Friday Focus: Jane Fletcher Scadden and “Six Degrees of Separation”
By Christopher Osborne,
Silvergrain Classics – the analogue photography magazine.
In this week’s Friday Focus we talk to New Zealand photographer Jane Fletcher Scadden.
Jane Fletcher-Scadden at her home near Carterton, New Zealand.
She spent Lockdown printing in a darkroom housed in one half of a container in the backyard. During this period, she made portraits of the neighbours across the fence and gifted them the prints.
The other half of the container houses her husband Brian Scadden’s collection of historic cameras and daguerreotype and ambrotype images. Brian is a well-known figure in the New Zealand historic photography scene. Jane met Brian when she attended a wet plate course he ran six years ago. They are now happily married and share a joint passion for photography.
Describing the experience as colourful, raw, alive, she is still amazed at how people lead ordinary lives amongst the chaos that is life in an Indian city. She describes scenes of “noise and dogs. And people who were just so happy. We always stopped to talk and had a joke with them”.

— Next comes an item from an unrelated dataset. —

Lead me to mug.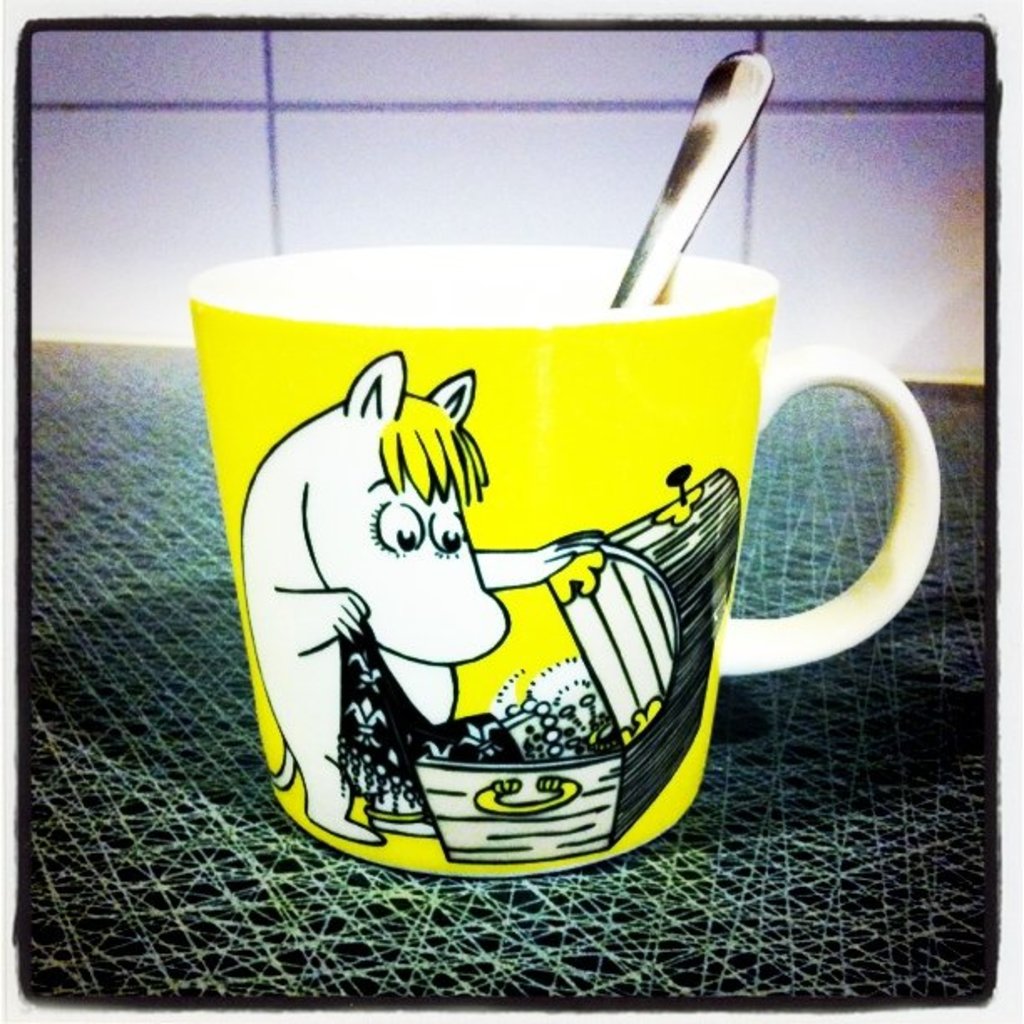
Lead to bbox(187, 239, 939, 873).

As early as 1929, the Hungarian writer Frigyes Karinthy speculated that anyone in the world could be connected to anyone else through a chain consisting of no more than five intermediaries. Add in the last person in the chain and this is equivalent to six degrees of separation.
In 2016 Jane won a grant from the Creative Arts Council of New Zealand and her project “Six Degrees of Separation” came into being. She made six series of images, each of six people. Jane chose the initial sitter from six categories; child, youth, business, sport, iwi (Maori for family lineage) and the elderly. Each sitter then nominated the next sitter until a chain of six portraits had been made in each category. They had to be Carterton residents, known to the sitter on a first name basis but not be a family member.

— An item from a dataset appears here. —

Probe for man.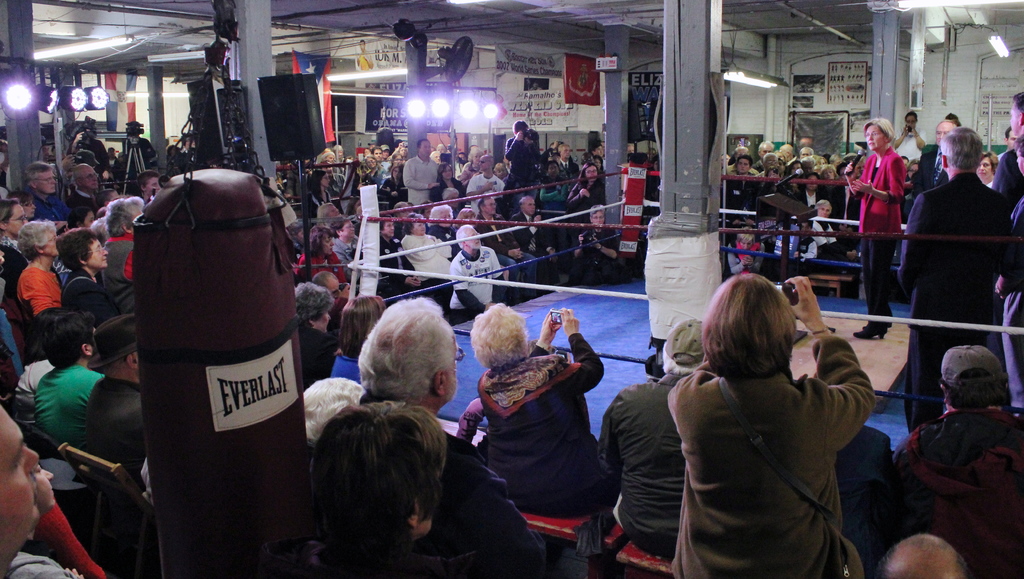
Probe result: <bbox>723, 159, 762, 213</bbox>.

In the event, only one chain connected. A schoolgirl nominated her friend who in turn nominated a sports coach, who nominated another coach, who nominated a builder who nominated another builder. It turned out that the girl’s mother had worked with the second builder’s wife. So that probably adds up to eight degrees of separation!
Today the collection is held at the Masterton Archives, and in 2017 an accompanying book was published.
I asked Jane what is next. She and Brian had plans to return to India, however, they aren’t sure when they will be able to return.
She has another project idea forming, “Love on the Lines”, in which she wants to seek out people who met through the local Wairarapa railway line and went on to form lasting relationships. The idea was sparked by one of the sitters in the “Six Degrees of Separation” series was photographed holding a portrait of her late husband who she had met on a train. It is a very interesting idea, but she “doesn’t have as much downtime as she had in 2017”.